A possible explanation lies in buildings located in Supply by the late 1800s.
In 1902, Supply had six stores, two turpentine distilleries, two sawmills and a cotton gin, according to a 2010 study on the history of unincorporated communities and cemeteries in Brunswick County prepared jointly by the county Planning and Community Development Department and the Geographic Information Systems Department.
By the early 1800s, the historic Old Town of Brunswick was almost completely abandoned and “had become nothing more than a memory,” according to the study.
“If another town was to replace the old, the new site of the courthouse at Lockwood’s Folly was the logical location,” the study said.
Supply is located at the intersection of Ocean Highway (U.S. 17), Southport-Supply Road (N.C. 211) and Green Swamp Road (N.C. 211), near the geographic center of Brunswick County.
In the early 1800s, roads were constructed from Wilmington to Shallotte and into Georgetown, S.C., an important naval stores center.
“These roads were mostly sand and nearly impassable; therefore, river trade was the easiest way mode of transportation. A trading post was established in the 1820s well up the Lockwood Folly River, near the new road between Wilmington and Shallotte. This trading post was originally called the ‘Old Georgetown Way,’ even shortened to ‘Old G.W.,’ but locals finally named it Supply in the late 1860s. As late as 1898, Supply was listed on a post office update called Lockwood’s Folly,” the study said.
The courthouse was located in Lockwood’s Folly from 1805 to 1810. A post office was established there temporarily in 1837, and again in 1857 and 1858.
“A trading center developed to supply the needs of the neighboring inhabitants. For obvious reasons it was called ‘Supply,’” the study said.
Stone Chimney Road, which intersects with U.S. 17 and Southport-Supply Road, may have been named from a chimney attached to one of the aforementioned structures that were built at the settlement.
No further information on the origin of the road name was immediately available.
If any readers have information to share, let us know in the Comments below.
RELATED LINKS:
What is the strange place on Stone Chimney Road going toward Holden Beach?
What construction was just done at the intersection of N.C. 211 and Stone Chimney Road in Supply?
Date posted: February 26, 2013
User-contributed question by:
barbara Cedzidlo
The 1st paragraph mention’s only 5 stores or were thw=ere 6 stores & these plants?
Six stores plus the facilities like the turpentine distillery and the sawmills.

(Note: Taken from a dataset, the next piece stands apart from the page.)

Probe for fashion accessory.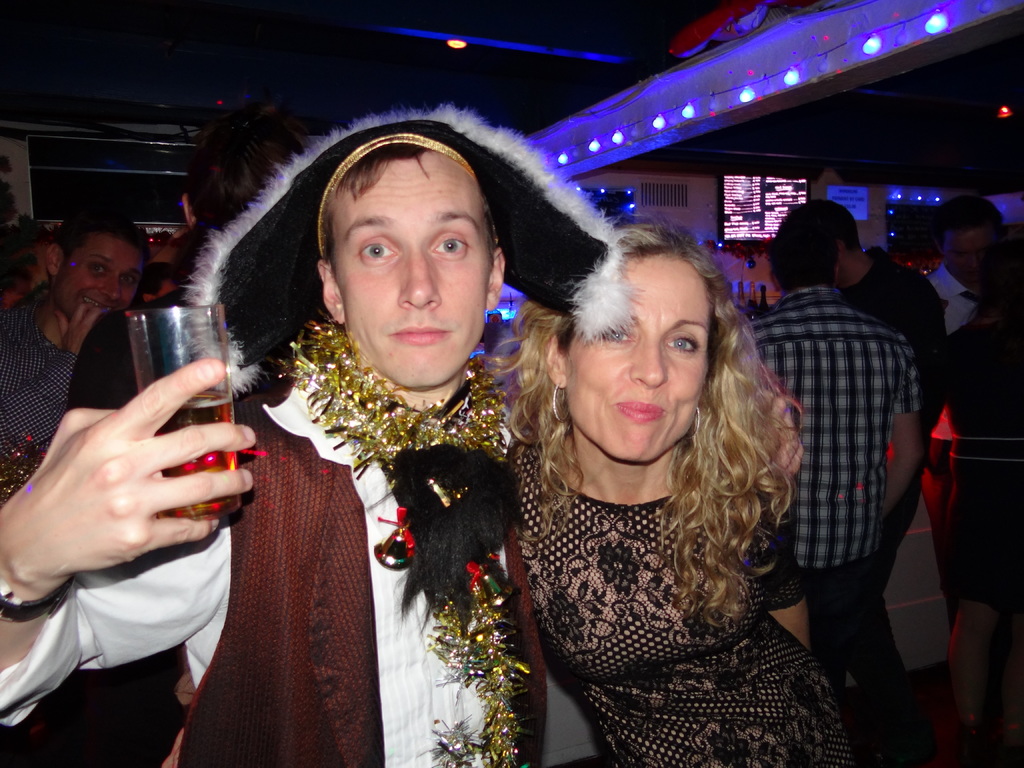
Probe result: pyautogui.locateOnScreen(548, 384, 573, 426).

I was born in 1931 at home in the town of Supply, just a few hundred yards from the Lockwood Folly River. I remember the stores located near the river belonging to Richmond Galloway, Mr. Hawes and Mr. Kirby. I remember daddy going to one of the stores for meat and seeing the cows in the field back of the stores. I believe Richmond was the butcher and always killed beef on Friday. Mr. Kirby and his wife Miz Rowena had a drygoods store, with clothes, He later opened stores up on the main road and in Shallotte. There was a post office in Mr. Jims store and his wife was the postmaster. Whether she was the first, I don’t know. Across the street was a water powered saw mill where they milled lumber as well as squaring off logs for shipping overseas. Since most sailing ships could only come so far up the river, the timber was floated down the river to the ships. It was easier to load a square log than individual cuts and if loaded properly, the square logs wouldn’t shift during a storm. We lived in a two story house owned by Richmond Galloway in front of the second big sawmill where I would often see teams of mules or oxen pull huge logs that were suspended from what was known as a bow axle to the mill. He owned two mills. I remember a place out in a field where there were a lot of girls that momma called a girls boarding house. Some said it had another name. Most were employed in a sewing room where they made quilts, blankets, shirts and trowsers, sheets, even suits. There was a church up on the corner of the road going to Varnum Town, a blacksmith shop and grist mill run by Mr, Samual Phelps up on the Georgetown road. My grandpa lived across the river where he tried to farm in the sandy soil which would not grow anything but tobacco.